John Prine unveils “Sam Stone” in very early TV appearance.

A little-known early Joni Mitchell song, “The Fiddle and the Drum,” performed by A Perfect Circle.

Neil Young created the best (among the few) full albums protesting the U.S. invasion of Iraq, Living With War. Here’s the key cut, “Shock and Awe.”

The Byrds, after Gene Clark and David Crosby flew the coop, still produced a couple of great albums, and songs (originally penned by Croz) such as “Draft Morning,” here with an extended ending.

Emmylou Harris & Linda Ronstadt collaborated on the beautiful “1917,” by David Olney, as a woman takes pity on a soldier and sleeps with him.

Perhaps The Kinks’ greatest album from 1969, Arthur, explored World War II in three songs, including one that applies to all wars, “Some Mother’s Son.”

No one in our era wrote more anti-war songs than Phil Ochs – even the little-remembered U.S. invasion of Santo Domingo earned a fine tune.
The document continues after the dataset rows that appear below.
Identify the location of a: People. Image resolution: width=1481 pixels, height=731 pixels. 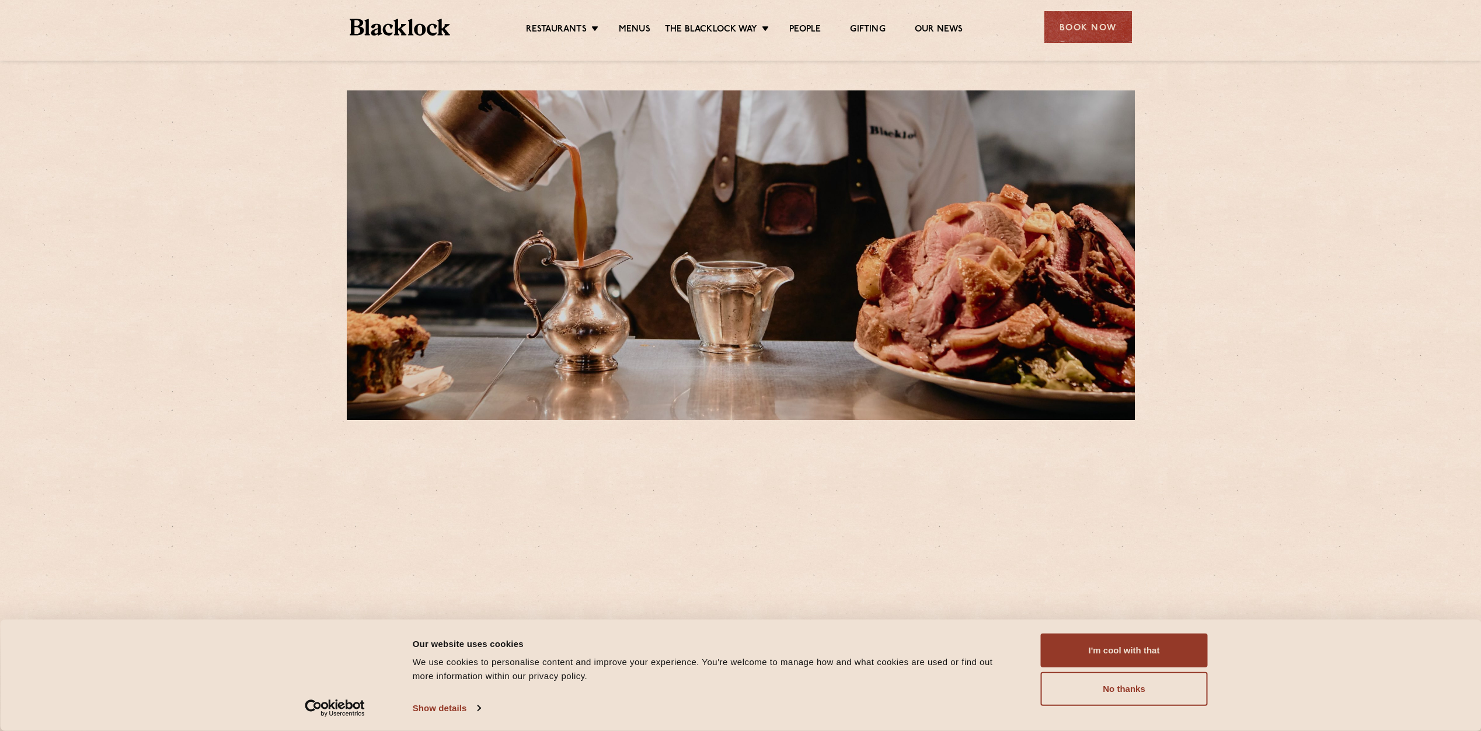
(805, 30).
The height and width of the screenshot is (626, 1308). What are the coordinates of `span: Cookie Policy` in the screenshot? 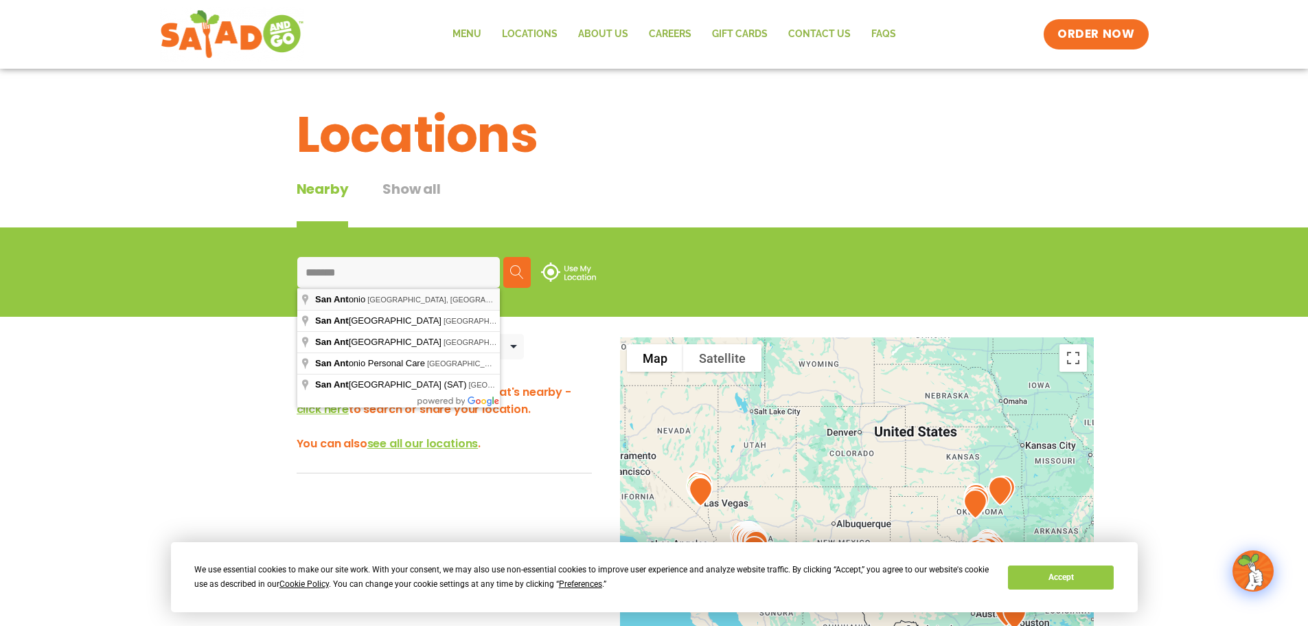 It's located at (304, 584).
But several tackled more universal antiwar themes, such as “One More Parade.”

Also expressing a more timeless and universal message, the master Bob Marley denounced “War,” in this searing live performance in 1977.

Not specifically an “antiwar” song but a depiction of the sad treatment and fate that met even one of the most illustrious soldiers, Ira Hayes, the Native American who helped raise the flag in the famous photo on Iwo Jima. Johnny Cash was proud to do this Peter LaFarge classic and drew wide praise from Native Americans.

Jackson Browne’s “Lives in the Balance” offered a broad sweep in 1986, here live with Crosby, Nash and longtime collaborator David Lindley.

Iris DeMent with a haunting take on the Vietnam “Wall in Washington.”

Steve Earle, perhaps the best lefty troubadour/rocker of our time, explored “Rich Man’s War” at the height of our folly in Iraq.

Dire Straits reached a mass audience with the title track of their 1980s album “Brothers in Arms.”

As noted, there were few powerful songs protesting the Iraq War, but guitar ace Richard Thompson did deliver “Dad’s Gonna Kill Me” – Dad apparently being G.I. lingo for “Baghdad.”

Again, not precisely antiwar but a poetic depiction of resistance in France, Leonard Cohen’s early “The Partisan” – sung here, movingly, in Paris.

Sounds jaunty from Ry Cooder with Flaco Jimenez but check out lyrics during Iraq war: “Now Johnny ain’t got no legs and Billy ain’t got no face / Do they know it’s Christmas time this year? / Tommy looks about the same but his mind is gone / Does he know it’s Christmas time this year?”

Greg Mitchell is the author of a dozen books, including “Hiroshima in America,” and the recent award-winning The Beginning or the End: How Hollywood – and America – Learned to Stop Worrying and Love the Bomb, and has directed three documentary films since 2021, including two for PBS (plus award-winning “Atomic Cover-up”). He has written widely about the atomic bomb and atomic bombings, and their aftermath, for over forty years. He writes often at Oppenheimer: From Hiroshima to Hollywood.